There's a story I want to tell at Bar Church this week so I went looking for it.
We don't preach at Bar Church. There's far too much preaching in the world already! Do this ... don't do that ... most preaching today is a bad sign. So we stay away from it. We do tell stories though and I have a particular one in mind for this Sunday.
Confidently I stroll to the book shelve and retrieve a book full of stories I'd written over two decades ago. Flipping through it, the story isn't there!
Lots of other stories are ... people, places and experiences I've completely forgotten so I linger reintroducing myself to episodes once significant enough for me to include in a book.
But the story I want isn't there.
I grab the book after that one and flip through it, repeating the experience, reintroducing myself to people and things long forgotten and not finding the story I'm want.
Perplexed, I stare out of the window, recalling writing the story ... "At 5:30 on a Sunday afternoon, after being away all weekend, the phone won't stop ringing when all I want to do is rest, so I angrily answer," is how it starts.
I remember writing that.
"It must have been for a Newsletter," I tell myself. For two and a half decades, I wrote stories each month for Union Mission's Newsletter to raise money. A return envelope was included in the 8 page epistle and several thousand dollars came back to us inside.
I kept every Newsletter we ever published in black notebooks but I lost them in the divorce so Union Mission still has a boatload of MY STORIES.
Strolling to the Beloved Back deck to bask in the sunshine I fight to recall what's next.
"Rev. Elliott, Mr. Von Schramm has died and you need to make arrangements for the body," someone explains when I answer the phone.
"Who's Mr. Von Schramm?" I ask.
"You should know," a Hospital Social Worker says, "he's listed you as next of kin."
"I don't know anybody named Von Schramm," I snap and much to her dismay hang up.
Then in the middle of the night, perhaps because of a dream, I wake and sit up bolt right in bed and remember ...
That's how the story I can't find begins.
"Well," I say to myself, "I'm just going to have to conjure the rest back to life."
And I make myself remember.
It's funny. I've got boatloads of stories written in books and blogs but the one I want is a lost one, likely sitting in a dusty notebook I no longer own, if it hasn't been thrown out with the rest of the past.
I don't know why it popped into my head, thinking about Bar Church and how it's a good story, one that may be useful to others, had obviously been helpful to me and refuses to die ... even if I can't find it.
It brings itself back to life, appearing out of nowhere, demanding to be told ... to raise Mr. Von Schramm from the dead and now very much part of me again.
I'm not sure why yet.
Maybe I'll find out at Bar Church this week.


Task directions.
Reproduce the records exactly, but not the pictures.

Stored entries
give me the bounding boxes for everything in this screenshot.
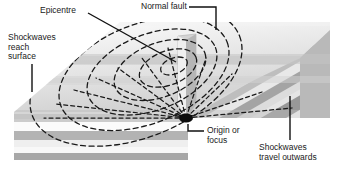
label-shockwaves-travel-outwards: Shockwaves travel outwards — [259, 143, 317, 162]
label-normal-fault: Normal fault — [141, 2, 187, 12]
label-epicentre: Epicentre — [40, 6, 76, 16]
focus-point — [179, 114, 193, 123]
label-origin-or-focus: Origin or focus — [207, 126, 240, 145]
label-shockwaves-reach-surface: Shockwaves reach surface — [8, 33, 56, 62]
earthquake-block-diagram: Epicentre Normal fault Shockwaves reach … — [0, 0, 356, 181]
leader-origin-focus — [188, 124, 204, 131]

Problem solution.
give me the bounding boxes for everything in this screenshot.
label-shockwaves-travel-outwards: Shockwaves travel outwards — [259, 143, 317, 162]
label-normal-fault: Normal fault — [141, 2, 187, 12]
label-epicentre: Epicentre — [40, 6, 76, 16]
focus-point — [179, 114, 193, 123]
label-origin-or-focus: Origin or focus — [207, 126, 240, 145]
label-shockwaves-reach-surface: Shockwaves reach surface — [8, 33, 56, 62]
earthquake-block-diagram: Epicentre Normal fault Shockwaves reach … — [0, 0, 356, 181]
leader-origin-focus — [188, 124, 204, 131]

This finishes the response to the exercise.